The Digital Gloss Files


...with Margaret Tran
 
The winners of the 15th Annual Webby Awards for 2011 have been announced with Nowness nabbing Best Fashion Website; Vogue.com took out the People's Choice Award in the same category, and The New Yorker won for best magazine site. Other bastions of digital goodness included MarthaStewartLiving.com (Lifestyle), Angry Birds (Best Mobile Game), National Geographic (People's Choice Magazine) and Groupon (Retail).

Stuff White People Like, Stuff Hipsters Like and now, Stuff Journalists Like for the super word nerds among us. Bylines, free food, name-dropping and inverted pyramids are so obviously like raindrops on roses and whiskers on kittens for me.

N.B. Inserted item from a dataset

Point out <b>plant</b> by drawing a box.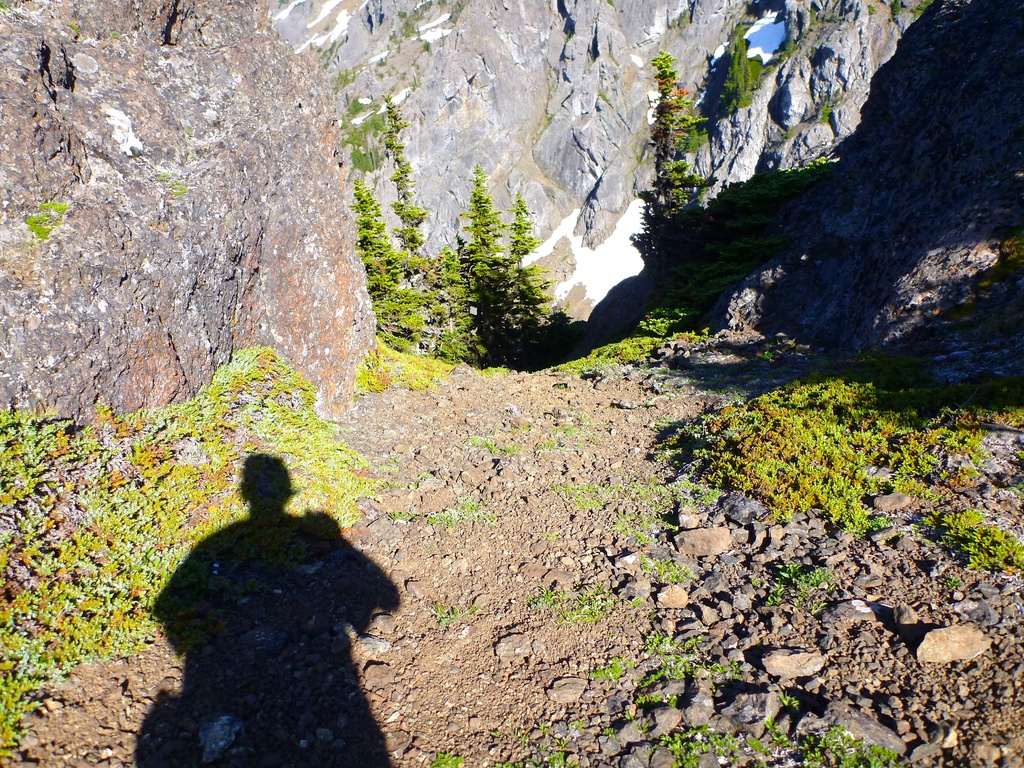
[603,724,619,737].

Melbourne-based mummy blogger Louisa Claire has launched agency Brand Meets Blog to help advertisers connect to their market through bloggers, initially through Facebook and Twitter (clue: at least spell the blogger's name right). Claire's own blog is Everything Is Edible.

What's the age that an internet entrepreneur expires?According to TechCrunch, it's 25. Cripes, another marker toward the quarter-life crisis.

Craigslist founder, Craig Newmark (a 20-something internet entrepreneur) recently shared his thoughts on an open internet, criticising traditional media's blurring of editorial and advertising and the importance of a sharing a great product with a community.

Image courtesy of Paid Content
Ever wondered how news consumption in print and online compares? The folks at Paid Content have put together a handy indicator, showing that readers spent an average of 29 minutes a day with a newspaper compared to online news consumers who only spent just 1 minute and 12 seconds on news sites per day. One might say this has much to do with how readers interact with content through each medium, and let's not get started with news consumption through iPhones, Androids and the plethora of mobile devices currently in use.

How do you keep mobile users engaged for longer? According to NPR's usage data for the first quarter of 2011, audio streamers visited 4.2 news items per visit in contrast to almost half that amount for the text-only crew.

It's predicted that Android's app store will soon be the size of Apple's, the latter boasting 300,000 apps and counting.


The market of apps collating news is booming and possibly gearing to replace the role of social media in doing so. Indeed, this might only come about depending on how many consumers adopt said apps (disclaimer: I have a sexy smartphone with unfortunately laggy 3G of doom, so unfortunately apps don't always work for me).

Despite the apparent threat of apps, social media advertising reportedly topped $2 billion in 2010. Thank you, Facebook Ads/ Promoted Tweets.

One example of social media advertising? Try shopping via Facebook. US fashion brand, Express Clothing, has opened access to their online store through Facebook without users having to leave their accounts. One could almost ask, what brand needs a website when all your entire catalogue of sartorial goods can be bought through Facebook?

Time Inc. has finally struck a deal with Apple, offering all iPad editions of their mags free with print subscriptions.

Freelance writers, here are 5 super useful online tools lovingly smushed together for your convenience by the good folk at Mashable.

B&T reports Google Shopping has finally launched in Australia. Similar to how their search function currently works, Google will trawl through a number of e-commerce sites for you to do a second trawl through what you're looking (or not looking) for.

But, hey, lookie, websites that take care of trawling for you by sending shoppers what they like. Founded by 24-year-old Emily McNish, JewelMint is part of a new group of e-commerce sites that decides what brands you like based on your favourite TV shows and other bits of pop culture. Indeed, we're talking personal stylists at the click of a mouse and it's certain to be a game-changer in the bubbling market of online shopping.

For more tips on how to reach an audience, Mashable sums up how three companies used well-tailored content to market their audiences.

Margaret Tran is an digital producer and freelance writer often found eyeball-deep in the goodness of the internet and all things digital. She recently departed the glittering ranks of the digital crew at Pacific Magazines, where she had the privilege of working with that's life!InStyle, K-Zone, Total GirlandGirlfriendmagazine. Nowadays, she can be found freelancing, eating lots and swimming through her mutating piles of magazines in her home.